Saturday 3 May 2014

(Not quite Gallipoli, but) Menton

Warm and grateful thanks to Mandy Hager (current recipient of the Katherine Mansfield Menton Fellowship) and Brian for looking after me so well in Menton - you can read more about their experiences of settling into French life on Mandy's blog - the good parts, as well as the more challenging bits!

The airport bus from Nice gives a brilliant introduction to this part of the French Riviera; on the motorway as far as Monaco, then hugging the cliffs above the sparkling Mediterranean, winding through small towns and villages, and streets that seem even narrower than Wellington ones. 

We spent the first afternoon wandering round the old part of Menton, all cobbled courtyards, steep lanes and pastel coloured houses with shutters and rows of washing hanging from the windows.


Dark clouds started to gather as we explored the cemetery – final resting place of many who must have come, as Katherine Mansfield did, to seek a cure for consumption; some inscriptions are in English, others in Russian or other European languages, and many of those buried there were born elsewhere and died young. Other graves were family plots, some looking sadly abandoned, with weeds sprouting amidst cracked concrete. (William Webb Ellis, founder of the game of rugby, gets a statue as well as a grave.) The storm finally broke, with fat raindrops starting to fall and thunder rumbling around the hills – on and on and on – like a very atmospheric setting for a story!

Amazingly, the Italian border is only 5 minutes away from Mandy and Brian's flat – cross a small bridge, and you’re in another country.




There are several tiers of roads here: the smaller ones wind along the coast while higher up, under limestone cliffs pitted with caves, the toll motorway crosses viaducts and dives in and out of tunnels. So many tunnels – we didn't keep count, but there must have been dozens between Menton and Genova (or Genoa.) The toll road is a marvel of engineering, but it looks incongruous against the backdrop of villages, old houses, castles and church spires. We had lunch in a small town called Imperia, at a pizza place popular with the crews working on the boats in the nearby marina. Afterwards we carried on to Genova for a wander round the Old Port area, and on the way home, bought bottles of local red wine for 2 euros each.

Mandy and Brian in Genova
Ten minutes in the other direction is another country again - Monaco - where the palace is fairytale-perfect, the cars and boats are gleaming and expensive, there are defibrillators on every corner and  all the stands are being set up ready for the Grand Prix in another few weeks.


▸ ASSIGNMENT:
Word for word, restate each of the records below.

▸ RECORD EXCERPTS:
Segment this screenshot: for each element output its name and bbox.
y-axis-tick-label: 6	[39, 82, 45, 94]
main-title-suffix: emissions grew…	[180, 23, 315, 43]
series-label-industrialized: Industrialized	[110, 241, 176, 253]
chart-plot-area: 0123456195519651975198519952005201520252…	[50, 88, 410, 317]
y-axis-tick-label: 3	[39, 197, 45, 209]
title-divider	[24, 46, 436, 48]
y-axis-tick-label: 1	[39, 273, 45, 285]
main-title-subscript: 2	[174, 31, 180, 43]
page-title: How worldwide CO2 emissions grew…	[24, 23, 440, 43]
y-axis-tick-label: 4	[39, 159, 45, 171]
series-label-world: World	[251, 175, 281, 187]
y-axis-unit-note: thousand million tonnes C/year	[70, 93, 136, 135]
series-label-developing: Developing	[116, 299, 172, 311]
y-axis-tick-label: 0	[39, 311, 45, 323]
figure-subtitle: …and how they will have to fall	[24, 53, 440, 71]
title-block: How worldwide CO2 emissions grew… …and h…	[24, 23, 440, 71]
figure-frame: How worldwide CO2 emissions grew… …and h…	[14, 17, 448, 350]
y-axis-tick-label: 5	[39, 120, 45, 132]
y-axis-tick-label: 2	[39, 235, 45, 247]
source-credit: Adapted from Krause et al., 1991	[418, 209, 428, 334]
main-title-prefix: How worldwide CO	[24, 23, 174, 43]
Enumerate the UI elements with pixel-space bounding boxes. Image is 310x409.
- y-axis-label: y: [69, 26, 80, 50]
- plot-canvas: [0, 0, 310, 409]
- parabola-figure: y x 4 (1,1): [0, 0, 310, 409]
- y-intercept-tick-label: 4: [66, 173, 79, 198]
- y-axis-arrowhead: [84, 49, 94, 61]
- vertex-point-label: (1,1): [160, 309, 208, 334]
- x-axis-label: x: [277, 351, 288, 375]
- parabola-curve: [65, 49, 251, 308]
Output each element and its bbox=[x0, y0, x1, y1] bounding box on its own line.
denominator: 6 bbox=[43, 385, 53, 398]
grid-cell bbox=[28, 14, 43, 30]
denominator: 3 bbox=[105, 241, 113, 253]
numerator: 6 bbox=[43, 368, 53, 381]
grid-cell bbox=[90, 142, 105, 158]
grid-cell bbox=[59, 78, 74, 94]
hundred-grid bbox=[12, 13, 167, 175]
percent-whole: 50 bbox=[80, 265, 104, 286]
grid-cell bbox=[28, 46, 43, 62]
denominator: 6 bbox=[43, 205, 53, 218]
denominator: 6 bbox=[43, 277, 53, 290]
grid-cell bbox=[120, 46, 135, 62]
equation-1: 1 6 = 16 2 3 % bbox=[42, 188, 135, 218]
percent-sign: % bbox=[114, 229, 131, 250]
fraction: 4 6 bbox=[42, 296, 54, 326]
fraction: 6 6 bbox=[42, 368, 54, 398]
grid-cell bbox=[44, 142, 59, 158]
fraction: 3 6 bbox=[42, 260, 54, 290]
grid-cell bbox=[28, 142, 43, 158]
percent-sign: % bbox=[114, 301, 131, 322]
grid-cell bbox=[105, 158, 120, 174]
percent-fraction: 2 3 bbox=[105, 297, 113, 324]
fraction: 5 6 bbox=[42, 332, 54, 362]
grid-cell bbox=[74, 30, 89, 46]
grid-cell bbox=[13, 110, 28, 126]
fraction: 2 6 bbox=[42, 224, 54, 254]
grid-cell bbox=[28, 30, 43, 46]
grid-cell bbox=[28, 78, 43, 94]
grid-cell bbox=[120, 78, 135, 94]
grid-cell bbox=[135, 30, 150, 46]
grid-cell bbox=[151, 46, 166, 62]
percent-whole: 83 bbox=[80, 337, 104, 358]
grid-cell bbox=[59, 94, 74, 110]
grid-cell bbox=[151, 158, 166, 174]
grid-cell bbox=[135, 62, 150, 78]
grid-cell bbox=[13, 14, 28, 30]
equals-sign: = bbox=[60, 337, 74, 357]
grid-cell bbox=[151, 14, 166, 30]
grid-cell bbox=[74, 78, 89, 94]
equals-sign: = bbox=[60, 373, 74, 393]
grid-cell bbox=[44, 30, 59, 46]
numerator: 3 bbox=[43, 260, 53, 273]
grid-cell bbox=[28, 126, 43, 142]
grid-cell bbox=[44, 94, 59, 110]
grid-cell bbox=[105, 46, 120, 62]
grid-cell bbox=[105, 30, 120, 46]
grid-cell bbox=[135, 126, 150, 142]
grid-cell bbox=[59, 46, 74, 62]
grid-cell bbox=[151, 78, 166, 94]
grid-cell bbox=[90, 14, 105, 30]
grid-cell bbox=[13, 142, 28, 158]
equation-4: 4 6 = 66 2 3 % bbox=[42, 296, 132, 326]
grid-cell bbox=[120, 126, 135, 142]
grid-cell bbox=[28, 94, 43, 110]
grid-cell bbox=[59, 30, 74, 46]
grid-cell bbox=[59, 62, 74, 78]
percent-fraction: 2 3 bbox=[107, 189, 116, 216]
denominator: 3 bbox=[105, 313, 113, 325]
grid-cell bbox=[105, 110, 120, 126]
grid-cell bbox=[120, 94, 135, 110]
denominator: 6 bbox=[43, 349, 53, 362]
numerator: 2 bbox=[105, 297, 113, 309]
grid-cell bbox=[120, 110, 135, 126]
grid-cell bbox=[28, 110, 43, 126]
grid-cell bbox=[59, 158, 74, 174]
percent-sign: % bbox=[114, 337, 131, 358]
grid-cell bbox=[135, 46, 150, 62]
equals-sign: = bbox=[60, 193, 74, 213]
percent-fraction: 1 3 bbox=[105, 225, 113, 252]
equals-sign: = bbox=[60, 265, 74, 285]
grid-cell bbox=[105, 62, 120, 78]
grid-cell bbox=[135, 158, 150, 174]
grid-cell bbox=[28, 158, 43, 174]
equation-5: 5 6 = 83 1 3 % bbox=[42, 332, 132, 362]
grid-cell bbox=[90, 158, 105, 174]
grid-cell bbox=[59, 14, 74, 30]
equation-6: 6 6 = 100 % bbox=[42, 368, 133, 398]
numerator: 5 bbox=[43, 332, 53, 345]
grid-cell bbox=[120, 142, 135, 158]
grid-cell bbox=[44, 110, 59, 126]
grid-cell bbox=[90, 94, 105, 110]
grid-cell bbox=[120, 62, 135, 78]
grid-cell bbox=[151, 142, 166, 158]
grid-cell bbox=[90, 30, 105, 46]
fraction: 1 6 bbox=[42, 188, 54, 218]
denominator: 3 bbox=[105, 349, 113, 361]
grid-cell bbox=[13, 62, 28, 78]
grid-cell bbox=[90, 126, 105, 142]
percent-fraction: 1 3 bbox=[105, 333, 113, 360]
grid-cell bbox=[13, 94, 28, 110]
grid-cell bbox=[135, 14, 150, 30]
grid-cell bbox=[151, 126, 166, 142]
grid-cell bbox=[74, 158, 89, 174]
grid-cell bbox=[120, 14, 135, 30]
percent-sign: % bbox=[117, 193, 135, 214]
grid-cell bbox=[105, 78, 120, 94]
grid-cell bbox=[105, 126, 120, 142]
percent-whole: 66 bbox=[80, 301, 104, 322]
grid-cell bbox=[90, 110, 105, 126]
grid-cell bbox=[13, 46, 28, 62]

▸ SOLUTION TO THE EXERCISE:
Segment this screenshot: for each element output its name and bbox.
y-axis-tick-label: 6	[39, 82, 45, 94]
main-title-suffix: emissions grew…	[180, 23, 315, 43]
series-label-industrialized: Industrialized	[110, 241, 176, 253]
chart-plot-area: 0123456195519651975198519952005201520252…	[50, 88, 410, 317]
y-axis-tick-label: 3	[39, 197, 45, 209]
title-divider	[24, 46, 436, 48]
y-axis-tick-label: 1	[39, 273, 45, 285]
main-title-subscript: 2	[174, 31, 180, 43]
page-title: How worldwide CO2 emissions grew…	[24, 23, 440, 43]
y-axis-tick-label: 4	[39, 159, 45, 171]
series-label-world: World	[251, 175, 281, 187]
y-axis-unit-note: thousand million tonnes C/year	[70, 93, 136, 135]
series-label-developing: Developing	[116, 299, 172, 311]
y-axis-tick-label: 0	[39, 311, 45, 323]
figure-subtitle: …and how they will have to fall	[24, 53, 440, 71]
title-block: How worldwide CO2 emissions grew… …and h…	[24, 23, 440, 71]
figure-frame: How worldwide CO2 emissions grew… …and h…	[14, 17, 448, 350]
y-axis-tick-label: 5	[39, 120, 45, 132]
y-axis-tick-label: 2	[39, 235, 45, 247]
source-credit: Adapted from Krause et al., 1991	[418, 209, 428, 334]
main-title-prefix: How worldwide CO	[24, 23, 174, 43]
Enumerate the UI elements with pixel-space bounding boxes. Image is 310x409.
- y-axis-label: y: [69, 26, 80, 50]
- plot-canvas: [0, 0, 310, 409]
- parabola-figure: y x 4 (1,1): [0, 0, 310, 409]
- y-intercept-tick-label: 4: [66, 173, 79, 198]
- y-axis-arrowhead: [84, 49, 94, 61]
- vertex-point-label: (1,1): [160, 309, 208, 334]
- x-axis-label: x: [277, 351, 288, 375]
- parabola-curve: [65, 49, 251, 308]
Output each element and its bbox=[x0, y0, x1, y1] bounding box on its own line.
denominator: 6 bbox=[43, 385, 53, 398]
grid-cell bbox=[28, 14, 43, 30]
denominator: 3 bbox=[105, 241, 113, 253]
numerator: 6 bbox=[43, 368, 53, 381]
grid-cell bbox=[90, 142, 105, 158]
grid-cell bbox=[59, 78, 74, 94]
hundred-grid bbox=[12, 13, 167, 175]
percent-whole: 50 bbox=[80, 265, 104, 286]
grid-cell bbox=[28, 46, 43, 62]
denominator: 6 bbox=[43, 205, 53, 218]
denominator: 6 bbox=[43, 277, 53, 290]
grid-cell bbox=[120, 46, 135, 62]
equation-1: 1 6 = 16 2 3 % bbox=[42, 188, 135, 218]
percent-sign: % bbox=[114, 229, 131, 250]
fraction: 4 6 bbox=[42, 296, 54, 326]
fraction: 6 6 bbox=[42, 368, 54, 398]
grid-cell bbox=[44, 142, 59, 158]
fraction: 3 6 bbox=[42, 260, 54, 290]
grid-cell bbox=[28, 142, 43, 158]
percent-sign: % bbox=[114, 301, 131, 322]
grid-cell bbox=[105, 158, 120, 174]
percent-fraction: 2 3 bbox=[105, 297, 113, 324]
fraction: 5 6 bbox=[42, 332, 54, 362]
grid-cell bbox=[74, 30, 89, 46]
grid-cell bbox=[13, 110, 28, 126]
fraction: 2 6 bbox=[42, 224, 54, 254]
grid-cell bbox=[28, 30, 43, 46]
grid-cell bbox=[28, 78, 43, 94]
grid-cell bbox=[120, 78, 135, 94]
grid-cell bbox=[135, 30, 150, 46]
grid-cell bbox=[151, 46, 166, 62]
percent-whole: 83 bbox=[80, 337, 104, 358]
grid-cell bbox=[59, 94, 74, 110]
grid-cell bbox=[151, 158, 166, 174]
grid-cell bbox=[135, 62, 150, 78]
grid-cell bbox=[13, 14, 28, 30]
equals-sign: = bbox=[60, 337, 74, 357]
grid-cell bbox=[151, 14, 166, 30]
grid-cell bbox=[74, 78, 89, 94]
equals-sign: = bbox=[60, 373, 74, 393]
grid-cell bbox=[44, 30, 59, 46]
numerator: 3 bbox=[43, 260, 53, 273]
grid-cell bbox=[28, 126, 43, 142]
grid-cell bbox=[44, 94, 59, 110]
grid-cell bbox=[105, 46, 120, 62]
grid-cell bbox=[105, 30, 120, 46]
grid-cell bbox=[135, 126, 150, 142]
grid-cell bbox=[59, 46, 74, 62]
grid-cell bbox=[151, 78, 166, 94]
grid-cell bbox=[90, 14, 105, 30]
grid-cell bbox=[13, 142, 28, 158]
equation-4: 4 6 = 66 2 3 % bbox=[42, 296, 132, 326]
grid-cell bbox=[120, 126, 135, 142]
grid-cell bbox=[28, 94, 43, 110]
grid-cell bbox=[59, 30, 74, 46]
grid-cell bbox=[59, 62, 74, 78]
percent-fraction: 2 3 bbox=[107, 189, 116, 216]
denominator: 3 bbox=[105, 313, 113, 325]
grid-cell bbox=[105, 110, 120, 126]
grid-cell bbox=[120, 94, 135, 110]
denominator: 6 bbox=[43, 349, 53, 362]
numerator: 2 bbox=[105, 297, 113, 309]
grid-cell bbox=[120, 110, 135, 126]
grid-cell bbox=[28, 110, 43, 126]
grid-cell bbox=[59, 158, 74, 174]
percent-sign: % bbox=[114, 337, 131, 358]
grid-cell bbox=[135, 46, 150, 62]
equals-sign: = bbox=[60, 193, 74, 213]
percent-fraction: 1 3 bbox=[105, 225, 113, 252]
equals-sign: = bbox=[60, 265, 74, 285]
grid-cell bbox=[105, 62, 120, 78]
grid-cell bbox=[135, 158, 150, 174]
grid-cell bbox=[28, 158, 43, 174]
equation-5: 5 6 = 83 1 3 % bbox=[42, 332, 132, 362]
grid-cell bbox=[90, 158, 105, 174]
grid-cell bbox=[59, 14, 74, 30]
equation-6: 6 6 = 100 % bbox=[42, 368, 133, 398]
numerator: 5 bbox=[43, 332, 53, 345]
grid-cell bbox=[120, 142, 135, 158]
grid-cell bbox=[44, 110, 59, 126]
grid-cell bbox=[90, 94, 105, 110]
grid-cell bbox=[120, 62, 135, 78]
grid-cell bbox=[151, 142, 166, 158]
grid-cell bbox=[90, 30, 105, 46]
fraction: 1 6 bbox=[42, 188, 54, 218]
denominator: 3 bbox=[105, 349, 113, 361]
grid-cell bbox=[13, 62, 28, 78]
grid-cell bbox=[90, 126, 105, 142]
percent-fraction: 1 3 bbox=[105, 333, 113, 360]
grid-cell bbox=[13, 94, 28, 110]
grid-cell bbox=[135, 14, 150, 30]
grid-cell bbox=[151, 126, 166, 142]
grid-cell bbox=[74, 158, 89, 174]
grid-cell bbox=[120, 14, 135, 30]
percent-sign: % bbox=[117, 193, 135, 214]
grid-cell bbox=[105, 78, 120, 94]
grid-cell bbox=[105, 126, 120, 142]
percent-whole: 66 bbox=[80, 301, 104, 322]
grid-cell bbox=[90, 110, 105, 126]
grid-cell bbox=[13, 46, 28, 62]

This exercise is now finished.